By State Representative, Leon D. Young
Two weeks ago, Major League Baseball observed the 66th anniversary of a most historic event, when Jackie Roosevelt Robinson broke the color barrier with Brooklyn Dodgers on April 15, 1947.
Little did Branch Rickey know what this seminal moment would mean not only to professional baseball but to the American landscape, as well?
After all, it was Branch Rickey, the Dodgers’ General Manager at the time, who was the man most responsible for bringing Robinson to the majors.
Rickey offered many, sometimes conflicting, reasons for his desire to integrate baseball. Initially, Richey maintained that he hired Robinson because of his desire to put the best possible team on the field.
Before multi-million dollar broadcasting contracts were the norm, teams relied almost exclusively on ticket sales to pay their expenses – spring training, travel, player salaries, stadium upkeep – and make a profit.
Attendance was always higher for winning teams, and Richey was not alone in believing that African-American players could improve his team.
This week another Black, professional athlete exhibited extraordinary courage by stepping into another murky abyss that still confounds this nation when he simply declared:
“I’m a 34-year-old N.B.A. center. I’m Black and I’m gay.” The trailblazer to whom I refer is Jason Collins. And, with that statement, Collins became the first openly gay male athlete who is still active in a major American team sport.
Until Now, Collins’s only public hint of his sexual orientation was a subtle one. He wore No. 98 for the Boston Celtics and the Washington Wizards, in honor of Matthew Shepard, the gay University of Wyoming student who was killed in 1998.
According to Collins, “The number has great significance to the gay community.”
By and large, the reaction to Jason Collins’s announcement has been favorable. There has been an outpouring of support from teammates, league executives and major National Basketball Association stars, Kobe Bryant and Dwayne Wade among them.
But, the real proof of the pudding will come when Collins becomes a free agent July 1 and attempts to pursue another contract. This might be a truer test for how N.B. A. teams deal with a gay athlete.
Both Robinson and Collins share a number of similar characteristics: intelligent, articulate and socially astute. And, like Robinson, Collins is the perfect individual, “to carry the flag [promoting sexual orientation] for other players and the nation as a whole.”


- Brief -
Down to the last line, repeat the entries exactly and drop any image.

- Input data -
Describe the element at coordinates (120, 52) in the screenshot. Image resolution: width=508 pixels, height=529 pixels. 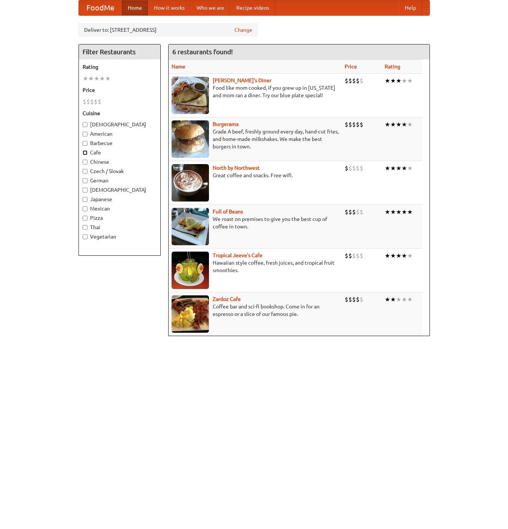
I see `h4: Filter Restaurants` at that location.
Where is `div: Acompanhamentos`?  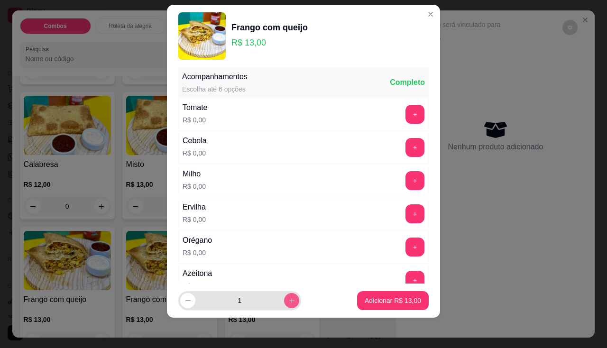
div: Acompanhamentos is located at coordinates (215, 77).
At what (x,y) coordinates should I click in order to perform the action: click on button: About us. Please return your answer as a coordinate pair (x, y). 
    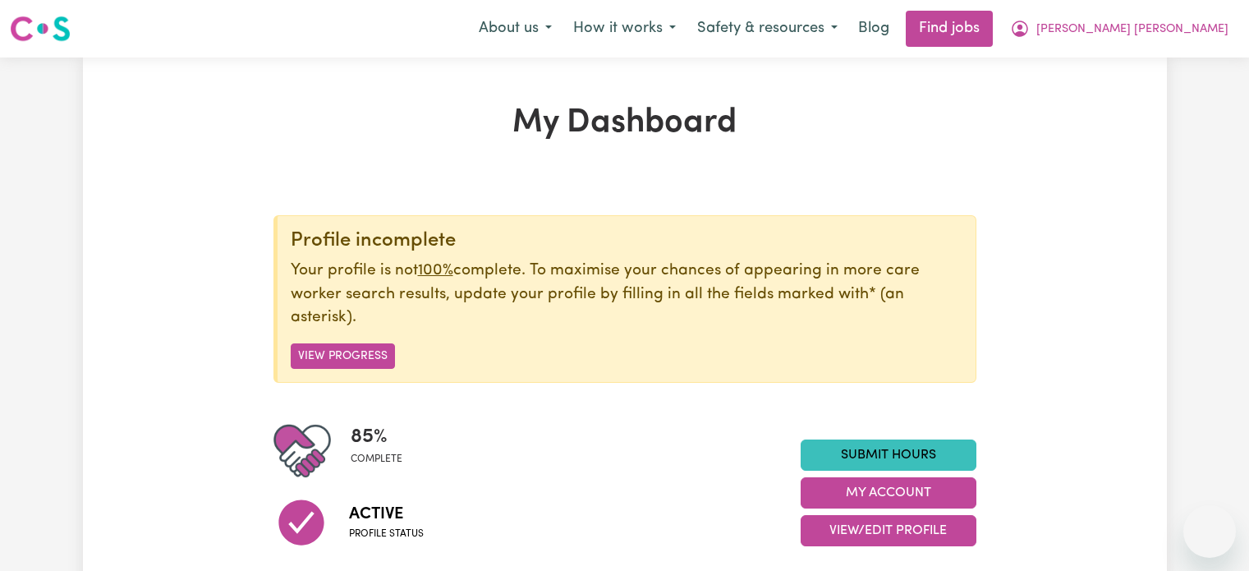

- Response -
Describe the element at coordinates (120, 52) in the screenshot. Image resolution: width=508 pixels, height=529 pixels. 
I see `h4: Filter Restaurants` at that location.
Where is `div: Acompanhamentos`?  
div: Acompanhamentos is located at coordinates (215, 77).
At what (x,y) coordinates should I click in order to perform the action: click on button: About us. Please return your answer as a coordinate pair (x, y). 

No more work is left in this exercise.